Resisting Change

resistance to change

I had just announced our new direction.

I was confident. I had worked hard on this.

Around the table, my team nodded silently.

Some looked down at their notepads.

A few gave tight smiles.

One or two wore that polite, confused face people use when they’re waiting for the missing piece.

This moment was key. I needed these six people on my side.

I thought they were.

“Well, you appreciate bold,” someone said.

“Exactly!” I leaned in, ready to sell it.

Another added, “You seem committed to this.”

“Absolutely!” I smiled, mistaking the comment for agreement.

“Okay, what’s the plan? What do you need from us?”

Great, they were in. Or so I told myself.

I launched into the details.

We talked features, timelines, risks, and resources.

Lots of good questions. A few tweaks. Plenty of head-nods.

Three hours later, I walked out energized.

I told myself the team felt the momentum.

But when they left the room, their faces told a different story.

Worried. Unsure. Holding something back.

“Normal for any change,” I thought.

I was wrong.


Three Months of Resistance

Over the next three months, my bold new direction hit resistance at every turn.

They questioned rationale.

They slowed decisions.

They didn’t lean in.

My frustration simmered to a boil.

We obviously needed to adapt to the market, didn’t they see that?

Near the end, I simply reverted to telling people to “get on board!”

I told myself they were stuck. That change was hard.

Then, a former colleague asked me a simple question:

“Did your team accept the reason for the change?”

Uh…

Upon reflection, I had to admit the truth:

I focused on the change itself.

I skipped the foundational step to any change:

Establishing the reason for change that people actually accept.


A Trip to the Doctor

Years ago, my doctor told me my blood glucose level was pre-diabetic.

That sounded bad, but no alarm bells went off.

Over the next several years, my blood glucose level crept up.

Every time, my doctor told me I needed to lower it.

Each time, I politely ignored him.

I felt fine. I was active.

The consequences felt too far away to matter.

Then, one day, it hit me.

If I didn’t change, I’d end up on the diabetes drugs I saw advertised on television.

And, I really didn’t want that.

That was my moment. I found my “reason” for change.

Once I accepted that reason, change wasn’t hard. It was obvious.

Being told we should change is rarely enough.

For change to take hold, we have to accept the reason.

This is true for health.

It’s true for careers.

And it’s very true for teams.


What the Experts Say

My experience isn’t unique. The science around change has been consistent for decades:

  • People don’t resist change.
  • They resist changing without knowing why.

John Kotter: Leading Change

John Kotter studied more than 100 major organizational change efforts. His blunt conclusion: Over half fail because leaders never create a shared sense of urgency.

Not urgency as in “we need this done by Q4,” but urgency as in “here is the reality we cannot ignore.”
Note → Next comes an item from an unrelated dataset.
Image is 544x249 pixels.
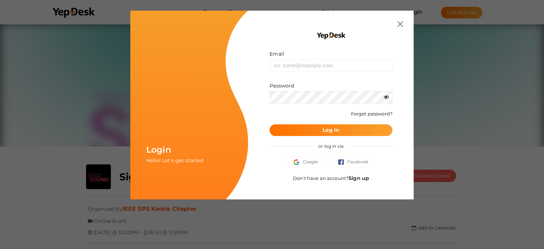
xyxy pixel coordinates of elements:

Without that foundation, teams treat change as optional or, worse, as a threat.

Kurt Lewin

Kurt Lewin’s classic change model says the first step isn’t the change itself. It’s unfreezing the current state: breaking the grip of how things are today.

People don’t move until they see the downside of staying the same.

Daniel Kahneman

Daniel Kahneman’s work on loss aversion applies here as well.

We’re wired to avoid losses more than we chase rewards.

Telling people “this new direction will help us win” is weak.

Showing them “here’s what we lose if we don’t move” is stronger.

Across leadership studies and psychology, the message is simple:

People don’t fight change.
They fight the absence of a reason.


My Team

My team wasn’t resisting the idea.

They simply didn’t feel the risk of standing still.

They were resisting the unknown.

I was pushing an idea onto a frozen team.

There’s also a well-known pattern in medicine.

Information -> Advice -> No Change.

Why? Because knowledge isn’t the trigger.

Acceptance is.

Patients only change when the reason becomes personal.

That was me with my glucose level.

Once the consequence became concrete, change became easy.


From Understanding to Acceptance

This is where most leaders (including me) fall down.

We half-heartedly explain the change (adapt to the market).

Yet, we don’t test for acceptance.

A simple test:
If your team can’t explain the reason for the change back to you in their own words, they haven’t accepted it yet.

You can help them get there by asking questions like:

  • “What happens if we don’t change?”
  • “What specifically becomes harder or riskier if we stay the same?”

Our goal isn’t to “sell” the change.

Our goal is to make the current state unacceptable.

Once the reason becomes clear and shared:

  • Alignment forms.
  • Momentum builds.
  • People accelerate instead of resisting.

It’s not the change that’s hard.


A Little Change Reminder

Whatever change you’re trying to drive right now, ask yourself:

  • Can my team see the reason?
  • Can they feel it?
  • Can they explain it back in their own words?

If not, you don’t have resistance.

You have missing reasons.

Only when the reason is real, visible, and accepted does the change have a chance.

That’s when people stop resisting and start running with you.